By Sabina Wrightsman
Because World Translation Center specializes in writing programming notes for Interactive Voice Response (IVR) systems and has the expertise to record flawless prompts, a client sent a script for an IVR system for translation into various languages.
Each IVR script is divided into three segments:
After the translation is complete, the script is recorded by professional voice talents and set up in the computer with instructions on when to play which prompt so that the recorded pieces then form complete sentences.
The English language is simple when compared to other languages as English does not differentiate between genders and nouns do not have different endings when their usage is different.
There are not only different genders in other languages (masculine, feminine or neuter); in Russian, for example, each and every noun, adjective and number changes with the position of that word in the sentence (subject, direct object, indirect object, object of preposition etc.).
Here is one example of how complicated the Lithuanian translation of the single word ‘cents’ can be:
Similar to Russian, Lithuanian uses three genders: masculine, feminine and neuter;
There are seven cases of nouns, which are reflected by different endings. The word ‘cents’ requires seven different translations:
Centas, cento, centui, centą, centu, cente, centai.
Before starting the translation it is important to know how the sentence fragments are used by knowing what precedes and what follows each prompt, how dates and times are spoken and how numbers are used, so that engineering notes can be written to help the programmer understand how to program the system so that the final concatenated sentences come out grammatically correct.
The foregoing examples demonstrate, other languages might require additional prompts to make a system work correctly in the target country. Before proceeding with the recording, we always do a source analysis to understand all concatenation options to make sure that all variables are included for the recording as often additional prompts must be created for the target market.
IVR translations require flawless recordings by professional native voice talents. Because the computer uses the wav files to combine them into a full sentence, the intonations have to match the place in the sentence exactly. You do not want a word that sounds like it belongs at the end of a sentence to be placed at the beginning or middle of a sentence. Therefore many prompts, especially numbers, require three different recordings with the intonation at the beginning, in the middle and at the end.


What is expected
Pull every line holding the word "View" from the data below and copy it.

Dataset rows for apps and sites
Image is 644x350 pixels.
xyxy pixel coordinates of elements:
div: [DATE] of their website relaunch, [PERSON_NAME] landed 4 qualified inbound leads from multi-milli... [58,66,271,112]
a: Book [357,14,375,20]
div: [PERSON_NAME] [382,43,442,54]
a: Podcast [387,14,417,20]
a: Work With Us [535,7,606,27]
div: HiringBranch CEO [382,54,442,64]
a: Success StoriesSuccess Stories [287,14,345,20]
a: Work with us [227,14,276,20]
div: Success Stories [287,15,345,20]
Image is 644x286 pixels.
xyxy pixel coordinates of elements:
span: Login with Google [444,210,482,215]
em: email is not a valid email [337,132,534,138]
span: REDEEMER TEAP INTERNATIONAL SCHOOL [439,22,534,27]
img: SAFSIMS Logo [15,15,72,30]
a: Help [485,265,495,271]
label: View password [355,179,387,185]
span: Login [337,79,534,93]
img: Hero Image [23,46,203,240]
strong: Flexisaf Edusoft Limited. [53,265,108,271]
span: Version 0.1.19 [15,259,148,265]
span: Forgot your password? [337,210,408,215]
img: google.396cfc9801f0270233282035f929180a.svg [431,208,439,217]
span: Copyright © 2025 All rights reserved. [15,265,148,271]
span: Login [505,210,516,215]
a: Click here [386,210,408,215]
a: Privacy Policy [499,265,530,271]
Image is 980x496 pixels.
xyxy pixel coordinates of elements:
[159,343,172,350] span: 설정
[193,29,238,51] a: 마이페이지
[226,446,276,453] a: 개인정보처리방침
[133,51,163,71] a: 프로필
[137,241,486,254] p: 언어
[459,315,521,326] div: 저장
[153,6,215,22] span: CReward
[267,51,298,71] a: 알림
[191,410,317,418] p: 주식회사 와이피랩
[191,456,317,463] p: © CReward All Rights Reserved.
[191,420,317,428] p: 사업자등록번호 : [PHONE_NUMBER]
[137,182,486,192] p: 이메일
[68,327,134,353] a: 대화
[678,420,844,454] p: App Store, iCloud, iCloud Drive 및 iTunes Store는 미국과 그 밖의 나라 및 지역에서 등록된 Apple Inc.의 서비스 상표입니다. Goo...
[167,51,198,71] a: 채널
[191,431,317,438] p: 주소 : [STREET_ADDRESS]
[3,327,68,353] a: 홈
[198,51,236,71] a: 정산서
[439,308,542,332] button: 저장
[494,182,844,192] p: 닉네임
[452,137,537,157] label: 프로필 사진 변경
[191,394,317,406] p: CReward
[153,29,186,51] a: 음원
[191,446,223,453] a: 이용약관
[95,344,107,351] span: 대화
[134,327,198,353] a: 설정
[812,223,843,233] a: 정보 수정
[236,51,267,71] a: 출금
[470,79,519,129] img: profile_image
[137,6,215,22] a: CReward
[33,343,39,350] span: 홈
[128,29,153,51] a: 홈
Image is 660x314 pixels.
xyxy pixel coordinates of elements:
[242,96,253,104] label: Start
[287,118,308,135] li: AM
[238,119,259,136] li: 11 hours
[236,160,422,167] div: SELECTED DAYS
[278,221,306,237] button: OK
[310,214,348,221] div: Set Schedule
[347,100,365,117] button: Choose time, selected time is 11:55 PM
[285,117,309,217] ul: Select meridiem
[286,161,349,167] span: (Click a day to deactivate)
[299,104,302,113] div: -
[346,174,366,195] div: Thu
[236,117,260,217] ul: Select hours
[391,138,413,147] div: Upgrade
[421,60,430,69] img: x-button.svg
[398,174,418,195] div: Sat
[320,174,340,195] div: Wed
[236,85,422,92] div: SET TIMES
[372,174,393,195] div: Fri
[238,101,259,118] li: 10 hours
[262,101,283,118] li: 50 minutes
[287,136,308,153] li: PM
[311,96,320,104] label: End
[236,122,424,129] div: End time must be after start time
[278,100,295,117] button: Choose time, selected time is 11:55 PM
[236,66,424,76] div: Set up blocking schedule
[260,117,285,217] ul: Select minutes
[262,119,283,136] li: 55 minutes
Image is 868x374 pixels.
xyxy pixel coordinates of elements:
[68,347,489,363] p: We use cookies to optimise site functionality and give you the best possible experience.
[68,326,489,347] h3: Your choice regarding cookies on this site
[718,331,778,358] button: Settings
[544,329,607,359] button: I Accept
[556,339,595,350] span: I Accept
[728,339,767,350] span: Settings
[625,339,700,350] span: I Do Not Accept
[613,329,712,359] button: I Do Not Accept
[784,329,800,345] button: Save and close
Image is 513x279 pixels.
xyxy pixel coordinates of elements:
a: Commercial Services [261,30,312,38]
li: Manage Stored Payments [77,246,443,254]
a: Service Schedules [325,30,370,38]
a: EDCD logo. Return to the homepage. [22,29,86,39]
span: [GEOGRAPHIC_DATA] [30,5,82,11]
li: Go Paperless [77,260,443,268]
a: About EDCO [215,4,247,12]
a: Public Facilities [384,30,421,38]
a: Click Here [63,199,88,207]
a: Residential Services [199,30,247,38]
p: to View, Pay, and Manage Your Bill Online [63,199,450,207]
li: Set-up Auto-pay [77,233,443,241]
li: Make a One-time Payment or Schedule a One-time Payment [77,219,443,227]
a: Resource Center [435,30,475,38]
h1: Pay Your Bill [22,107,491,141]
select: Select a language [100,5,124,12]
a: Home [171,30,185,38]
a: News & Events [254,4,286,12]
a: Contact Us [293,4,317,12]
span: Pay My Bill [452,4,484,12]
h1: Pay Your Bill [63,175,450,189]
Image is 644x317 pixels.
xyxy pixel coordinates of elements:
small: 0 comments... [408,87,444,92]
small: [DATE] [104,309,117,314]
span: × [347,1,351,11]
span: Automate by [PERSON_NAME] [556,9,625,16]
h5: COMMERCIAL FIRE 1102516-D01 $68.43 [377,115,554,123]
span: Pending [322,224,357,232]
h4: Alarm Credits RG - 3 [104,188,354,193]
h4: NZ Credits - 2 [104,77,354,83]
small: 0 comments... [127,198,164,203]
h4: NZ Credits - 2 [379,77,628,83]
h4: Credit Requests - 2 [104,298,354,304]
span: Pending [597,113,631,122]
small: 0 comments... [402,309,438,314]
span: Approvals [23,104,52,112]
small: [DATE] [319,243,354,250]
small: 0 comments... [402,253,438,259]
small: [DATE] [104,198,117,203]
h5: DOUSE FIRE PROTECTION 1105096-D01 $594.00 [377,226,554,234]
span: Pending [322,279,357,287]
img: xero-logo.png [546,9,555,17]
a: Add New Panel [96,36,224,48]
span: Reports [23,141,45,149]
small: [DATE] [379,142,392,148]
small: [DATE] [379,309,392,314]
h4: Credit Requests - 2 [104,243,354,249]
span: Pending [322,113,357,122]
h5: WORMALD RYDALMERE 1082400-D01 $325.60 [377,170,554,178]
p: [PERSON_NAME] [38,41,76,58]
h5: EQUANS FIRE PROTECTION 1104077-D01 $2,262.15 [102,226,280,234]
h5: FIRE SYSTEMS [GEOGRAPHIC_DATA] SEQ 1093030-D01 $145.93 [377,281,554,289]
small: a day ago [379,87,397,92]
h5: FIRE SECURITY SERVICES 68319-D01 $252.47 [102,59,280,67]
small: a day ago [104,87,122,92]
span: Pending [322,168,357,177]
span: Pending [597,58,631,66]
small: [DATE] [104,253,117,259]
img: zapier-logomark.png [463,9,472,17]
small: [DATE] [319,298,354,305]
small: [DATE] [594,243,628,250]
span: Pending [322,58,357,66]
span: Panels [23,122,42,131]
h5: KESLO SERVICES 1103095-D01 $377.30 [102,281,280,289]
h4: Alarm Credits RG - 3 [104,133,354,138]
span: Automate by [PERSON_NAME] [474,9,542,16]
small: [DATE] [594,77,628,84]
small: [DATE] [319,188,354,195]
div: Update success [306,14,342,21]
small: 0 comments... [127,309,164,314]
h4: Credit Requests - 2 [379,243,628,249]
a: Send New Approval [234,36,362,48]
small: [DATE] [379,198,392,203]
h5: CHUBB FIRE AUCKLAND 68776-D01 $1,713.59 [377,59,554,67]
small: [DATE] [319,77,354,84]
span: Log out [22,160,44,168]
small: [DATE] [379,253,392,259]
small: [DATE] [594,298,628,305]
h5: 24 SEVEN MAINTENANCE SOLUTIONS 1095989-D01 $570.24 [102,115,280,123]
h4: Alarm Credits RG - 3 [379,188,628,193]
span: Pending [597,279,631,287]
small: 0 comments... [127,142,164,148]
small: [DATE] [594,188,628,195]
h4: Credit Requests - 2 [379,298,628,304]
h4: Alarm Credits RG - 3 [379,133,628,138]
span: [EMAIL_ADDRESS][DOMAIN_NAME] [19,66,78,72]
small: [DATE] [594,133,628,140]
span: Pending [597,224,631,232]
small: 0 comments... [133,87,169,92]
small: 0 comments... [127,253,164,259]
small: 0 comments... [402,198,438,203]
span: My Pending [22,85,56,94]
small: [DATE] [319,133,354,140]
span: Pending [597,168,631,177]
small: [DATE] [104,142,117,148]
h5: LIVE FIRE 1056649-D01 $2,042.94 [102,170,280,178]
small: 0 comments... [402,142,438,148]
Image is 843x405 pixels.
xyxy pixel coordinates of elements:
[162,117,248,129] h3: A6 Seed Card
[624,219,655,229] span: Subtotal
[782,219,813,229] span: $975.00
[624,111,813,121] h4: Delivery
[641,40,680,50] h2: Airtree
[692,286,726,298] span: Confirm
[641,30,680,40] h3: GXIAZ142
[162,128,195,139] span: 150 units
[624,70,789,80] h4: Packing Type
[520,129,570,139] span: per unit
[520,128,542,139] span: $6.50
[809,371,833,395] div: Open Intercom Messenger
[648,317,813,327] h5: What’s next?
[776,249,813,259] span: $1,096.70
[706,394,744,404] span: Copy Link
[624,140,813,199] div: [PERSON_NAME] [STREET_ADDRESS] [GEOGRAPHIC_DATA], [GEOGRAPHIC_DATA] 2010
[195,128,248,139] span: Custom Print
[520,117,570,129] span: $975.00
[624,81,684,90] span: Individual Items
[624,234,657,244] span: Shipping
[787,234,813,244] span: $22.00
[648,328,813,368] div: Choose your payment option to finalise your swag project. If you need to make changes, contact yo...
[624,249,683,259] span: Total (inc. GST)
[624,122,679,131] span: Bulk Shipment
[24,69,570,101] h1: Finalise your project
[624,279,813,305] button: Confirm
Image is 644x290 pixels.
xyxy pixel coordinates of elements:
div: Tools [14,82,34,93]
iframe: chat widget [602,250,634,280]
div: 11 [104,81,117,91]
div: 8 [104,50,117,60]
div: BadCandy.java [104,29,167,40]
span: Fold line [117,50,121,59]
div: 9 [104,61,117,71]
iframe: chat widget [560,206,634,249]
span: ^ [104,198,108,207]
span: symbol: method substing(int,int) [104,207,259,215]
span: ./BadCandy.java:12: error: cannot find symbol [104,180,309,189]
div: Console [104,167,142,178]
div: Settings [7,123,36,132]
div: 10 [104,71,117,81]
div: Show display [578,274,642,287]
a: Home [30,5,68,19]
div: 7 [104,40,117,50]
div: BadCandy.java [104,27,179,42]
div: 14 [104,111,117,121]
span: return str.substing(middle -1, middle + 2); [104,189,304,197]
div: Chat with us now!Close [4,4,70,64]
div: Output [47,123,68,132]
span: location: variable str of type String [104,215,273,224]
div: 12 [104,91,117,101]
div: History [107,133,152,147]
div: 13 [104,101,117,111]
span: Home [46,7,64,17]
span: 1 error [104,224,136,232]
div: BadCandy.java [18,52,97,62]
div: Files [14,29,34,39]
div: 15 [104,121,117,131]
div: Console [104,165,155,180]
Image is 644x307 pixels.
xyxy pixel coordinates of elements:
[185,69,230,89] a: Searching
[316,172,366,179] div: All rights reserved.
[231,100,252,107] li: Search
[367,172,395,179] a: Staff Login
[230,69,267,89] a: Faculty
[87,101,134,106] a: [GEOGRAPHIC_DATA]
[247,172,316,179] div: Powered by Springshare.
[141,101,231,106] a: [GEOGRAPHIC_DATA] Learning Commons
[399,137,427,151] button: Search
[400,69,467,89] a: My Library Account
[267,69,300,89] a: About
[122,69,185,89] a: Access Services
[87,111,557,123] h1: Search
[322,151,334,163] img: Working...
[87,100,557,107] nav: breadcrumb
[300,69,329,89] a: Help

Finished exercise
label: View password [355,179,387,185]
p: to View, Pay, and Manage Your Bill Online [63,199,450,207]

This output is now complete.